On April 18th, the New York Times published an article by Lauren Jackson called “Americans Haven’t Found a Satisfying Alternative to Religion”. It’s very long, but you can probably guess what she correctly lists as unsatisfying alternatives, failed attempts to fill the void of existential insecurity, the god-shaped hole: New Age “spirituality”, astrology, you know the kind of thing. She was kind enough to quote me, so I offer a brief response here.
I am sorry if there is, as she says, an “epidemic of loneliness”. But the remedy for loneliness is human fellowship, the warmth of real, live, flesh-and-blood companions and loved-ones; not prating in a vacuum to an imaginary friend for whose existence there is no vestige of serious evidence. Even an AI robot is better than that. At least ChatGPT exists, really talks back at you, will actually hold a friendly conversation. But talk to the imaginary friend which is God (Allah, Virgin Mary, Lord Krishna, Thor, Zeus, Mithras, name yours) and the only reply you’ll get is conjured within your own imagination. You’ll be talking to yourself, which is really rather sad, and hardly an antidote to loneliness.
I feel I should qualify, even apologise for, the optimistic tone of what follows. Americans might feel anything but cheerful just at present. Of course I acknowledge this and sympathize. But it has nothing to do with the eternal cosmic angst that religion aspires to assuage, and which prompted Lauren Jackson’s search for alternatives. Moreover, I don’t want to downplay the anguish of the search, nor the epidemic of loneliness that she discerns, and I regret that I was a little facetious when she interviewed me on the telephone. My humorous frivolity went so far as to recommend golf as an alternative, and for this I apologise. I’m better at writing than speaking, so let me now try to express more seriously what I should have said to her. She began with a remorseful testament of her own loss of faith, so forgive me if I too bare my soul when I offer my personal non-religious alternative to religion.
There is joy in understanding, true joy, rising to little short of ecstasy. I suppose you could call it the poetry of reality. Peter Atkins concludes his lovely little book, The Creation, with a vision of the limitless future of science: “Complete knowledge is just within our grasp. Comprehension is moving across the face of the Earth, like the sunrise.”
You tumble into existence, open your eyes, come to consciousness, find yourself on a spinning sphere orbiting a nuclear furnace in one arm of a barred spiral galaxy, hurtling through spacetime alongside 300 billion galaxies. The fact that you exist at all is a piece of shattering good fortune. Not only did your parents chance to meet, not only did one particular sperm outrun 100 million rivals. The same massive luck attended every generation of your ancestors, back to a single Devonian fish and a greater distance beyond. Any slight deviation in what happened, anywhere, anytime, would have sufficed to throw your future existence off the conveyor belt of lucky contingencies. You certainly owe your existence to Julius Caesar, Napoleon, even Hitler, but less obviously to a humble peasant who didn’t sneeze at a crucial moment in some forgotten marital bed. You owe your life to a particular dinosaur, on a particular Jurassic day, who stumbled and failed to catch the ancestor of all the mammals. You are prodigiously lucky to be alive. So please stifle your entitled moaning. Revel in your own existence.
Not just your existence but the existence of others to share your world and sweeten your time in it: fellow voyagers to smile at you, laugh with you, hold your hand along the pilgrim’s way through your personal slice of time. You and I are privileged not only to be alive but to inhabit the twenty-first century when so much is already understood. We who live after Newton, Darwin, Maxwell, Einstein, and their legions of clever but lesser-known followers, we are blessed with the opportunity to know so much. But also to know what we do not know, and so experience the joy of curiosity, of constructive wonder, the buccaneering adventure of the restless mind.
Who needs New Age spirituality (“sound baths”, “energy healing”, “astrology”),who needs to thumb-suck under a mental comfort blanket, who needs gods, when reality is there for the taking?
Something ancient stirs beneath the logic—
not in spite of science, but alongside it.
You can feel it in the spaces between Dawkins' lines: the ache for coherence, the pulse of myth, the strange comfort of metaphor wrapped in ritual. Even as he dismantles the scaffolding of faith, he seems to reach for its gravity—for the communal awe, the moral architecture, the poetry of meaning.
Maybe the question isn’t “What replaces religion?”
Maybe it’s “What remains sacred, once the myths have burned?”
There’s more. Say it if you feel it.
Religion has a way of hijacking certain human needs to the point where we’ve become convinced that *only* religion can provide these things. It may be true that religions are good at providing those things, but religion also includes a lot of unnecessary things along the way. Finding a non-religious solution means extracting the genuine need from the religious window dressing, and building on that need.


§ Task instructions:
Please restate the data exactly, from the first line to the last.

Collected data
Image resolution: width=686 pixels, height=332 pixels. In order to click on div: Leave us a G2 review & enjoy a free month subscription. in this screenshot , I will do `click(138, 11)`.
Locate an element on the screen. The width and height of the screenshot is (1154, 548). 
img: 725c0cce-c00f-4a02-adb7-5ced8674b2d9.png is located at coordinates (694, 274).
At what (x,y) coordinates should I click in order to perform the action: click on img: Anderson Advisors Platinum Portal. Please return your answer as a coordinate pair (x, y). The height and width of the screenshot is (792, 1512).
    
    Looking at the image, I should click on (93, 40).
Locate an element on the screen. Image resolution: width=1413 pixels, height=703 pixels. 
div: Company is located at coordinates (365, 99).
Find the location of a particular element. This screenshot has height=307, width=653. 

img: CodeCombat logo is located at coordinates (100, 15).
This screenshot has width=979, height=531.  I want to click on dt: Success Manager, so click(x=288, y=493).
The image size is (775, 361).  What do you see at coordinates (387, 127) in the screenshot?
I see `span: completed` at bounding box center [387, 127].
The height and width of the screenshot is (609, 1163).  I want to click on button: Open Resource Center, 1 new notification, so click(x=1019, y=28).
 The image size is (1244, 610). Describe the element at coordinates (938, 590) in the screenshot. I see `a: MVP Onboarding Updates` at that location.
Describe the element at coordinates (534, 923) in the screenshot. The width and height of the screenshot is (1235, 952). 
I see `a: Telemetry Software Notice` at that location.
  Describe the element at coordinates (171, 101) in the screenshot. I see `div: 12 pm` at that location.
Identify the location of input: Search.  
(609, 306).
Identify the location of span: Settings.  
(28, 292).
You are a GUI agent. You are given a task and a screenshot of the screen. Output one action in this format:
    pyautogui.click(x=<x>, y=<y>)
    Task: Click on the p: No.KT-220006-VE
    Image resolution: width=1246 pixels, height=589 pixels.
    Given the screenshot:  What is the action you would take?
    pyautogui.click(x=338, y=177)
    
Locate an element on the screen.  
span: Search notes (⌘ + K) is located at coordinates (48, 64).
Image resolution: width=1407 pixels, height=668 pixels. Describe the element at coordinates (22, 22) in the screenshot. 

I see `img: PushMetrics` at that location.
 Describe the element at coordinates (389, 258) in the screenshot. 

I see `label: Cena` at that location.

§ Response to the task:
Image resolution: width=686 pixels, height=332 pixels. In order to click on div: Leave us a G2 review & enjoy a free month subscription. in this screenshot , I will do `click(138, 11)`.
Locate an element on the screen. The width and height of the screenshot is (1154, 548). 
img: 725c0cce-c00f-4a02-adb7-5ced8674b2d9.png is located at coordinates (694, 274).
At what (x,y) coordinates should I click in order to perform the action: click on img: Anderson Advisors Platinum Portal. Please return your answer as a coordinate pair (x, y). The height and width of the screenshot is (792, 1512).
    
    Looking at the image, I should click on (93, 40).
Locate an element on the screen. Image resolution: width=1413 pixels, height=703 pixels. 
div: Company is located at coordinates (365, 99).
Find the location of a particular element. This screenshot has height=307, width=653. 

img: CodeCombat logo is located at coordinates (100, 15).
This screenshot has width=979, height=531.  I want to click on dt: Success Manager, so click(x=288, y=493).
The image size is (775, 361).  What do you see at coordinates (387, 127) in the screenshot?
I see `span: completed` at bounding box center [387, 127].
The height and width of the screenshot is (609, 1163).  I want to click on button: Open Resource Center, 1 new notification, so click(x=1019, y=28).
 The image size is (1244, 610). Describe the element at coordinates (938, 590) in the screenshot. I see `a: MVP Onboarding Updates` at that location.
Describe the element at coordinates (534, 923) in the screenshot. The width and height of the screenshot is (1235, 952). 
I see `a: Telemetry Software Notice` at that location.
  Describe the element at coordinates (171, 101) in the screenshot. I see `div: 12 pm` at that location.
Identify the location of input: Search.  
(609, 306).
Identify the location of span: Settings.  
(28, 292).
You are a GUI agent. You are given a task and a screenshot of the screen. Output one action in this format:
    pyautogui.click(x=<x>, y=<y>)
    Task: Click on the p: No.KT-220006-VE
    Image resolution: width=1246 pixels, height=589 pixels.
    Given the screenshot:  What is the action you would take?
    pyautogui.click(x=338, y=177)
    
Locate an element on the screen.  
span: Search notes (⌘ + K) is located at coordinates (48, 64).
Image resolution: width=1407 pixels, height=668 pixels. Describe the element at coordinates (22, 22) in the screenshot. 

I see `img: PushMetrics` at that location.
 Describe the element at coordinates (389, 258) in the screenshot. 

I see `label: Cena` at that location.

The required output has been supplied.